MATERIAL SUPPLIED START

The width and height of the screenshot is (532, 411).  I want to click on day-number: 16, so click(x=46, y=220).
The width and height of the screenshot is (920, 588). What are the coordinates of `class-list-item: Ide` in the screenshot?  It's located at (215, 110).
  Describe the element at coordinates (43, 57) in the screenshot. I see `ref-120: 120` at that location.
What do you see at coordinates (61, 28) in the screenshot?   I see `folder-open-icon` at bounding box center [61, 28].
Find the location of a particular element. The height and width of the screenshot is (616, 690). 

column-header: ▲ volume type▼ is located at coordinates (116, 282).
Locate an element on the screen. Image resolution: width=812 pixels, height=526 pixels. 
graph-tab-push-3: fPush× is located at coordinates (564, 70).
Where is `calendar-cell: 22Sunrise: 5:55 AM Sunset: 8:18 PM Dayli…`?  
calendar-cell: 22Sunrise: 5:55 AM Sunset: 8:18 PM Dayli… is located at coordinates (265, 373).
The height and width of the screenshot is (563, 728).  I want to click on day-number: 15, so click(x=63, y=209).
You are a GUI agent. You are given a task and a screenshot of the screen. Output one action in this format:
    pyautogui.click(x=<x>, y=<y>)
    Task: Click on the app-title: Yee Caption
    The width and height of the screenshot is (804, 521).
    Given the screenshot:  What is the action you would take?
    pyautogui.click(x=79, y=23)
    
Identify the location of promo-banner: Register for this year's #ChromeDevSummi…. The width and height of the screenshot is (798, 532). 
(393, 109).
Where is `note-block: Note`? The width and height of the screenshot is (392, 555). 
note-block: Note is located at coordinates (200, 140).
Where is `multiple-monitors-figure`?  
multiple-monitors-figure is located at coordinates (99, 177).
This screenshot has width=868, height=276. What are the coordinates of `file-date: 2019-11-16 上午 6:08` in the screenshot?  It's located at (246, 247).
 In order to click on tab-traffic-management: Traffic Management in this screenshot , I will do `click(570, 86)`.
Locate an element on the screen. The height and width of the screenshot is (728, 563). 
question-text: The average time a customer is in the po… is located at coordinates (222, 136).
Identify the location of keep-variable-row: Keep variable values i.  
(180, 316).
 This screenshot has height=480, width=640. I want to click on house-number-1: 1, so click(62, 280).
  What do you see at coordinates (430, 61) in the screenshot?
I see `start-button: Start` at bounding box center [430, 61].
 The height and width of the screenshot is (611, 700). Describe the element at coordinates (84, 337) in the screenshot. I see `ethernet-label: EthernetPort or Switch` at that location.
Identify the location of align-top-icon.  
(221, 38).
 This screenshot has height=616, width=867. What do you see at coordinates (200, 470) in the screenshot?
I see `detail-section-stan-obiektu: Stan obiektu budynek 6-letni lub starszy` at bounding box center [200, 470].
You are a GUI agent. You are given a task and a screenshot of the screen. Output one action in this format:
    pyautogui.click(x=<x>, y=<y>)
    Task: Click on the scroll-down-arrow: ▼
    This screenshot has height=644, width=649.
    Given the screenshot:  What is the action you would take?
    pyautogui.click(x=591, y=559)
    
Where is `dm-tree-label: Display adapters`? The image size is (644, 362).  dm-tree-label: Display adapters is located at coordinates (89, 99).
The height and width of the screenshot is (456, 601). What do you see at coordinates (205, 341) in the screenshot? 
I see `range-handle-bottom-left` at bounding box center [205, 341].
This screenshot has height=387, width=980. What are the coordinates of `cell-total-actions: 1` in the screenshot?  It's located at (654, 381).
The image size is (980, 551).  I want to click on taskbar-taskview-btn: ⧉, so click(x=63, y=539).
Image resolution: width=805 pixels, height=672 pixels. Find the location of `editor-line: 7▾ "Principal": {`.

MATERIAL SUPPLIED END

EXERCISE INSTRUCTIONS
The answer must be every line of the data that holds the word "size".

ANSWER TO THE EXERCISE
Where is `dm-tree-label: Display adapters`? The image size is (644, 362).  dm-tree-label: Display adapters is located at coordinates (89, 99).
The image size is (980, 551).  I want to click on taskbar-taskview-btn: ⧉, so click(x=63, y=539).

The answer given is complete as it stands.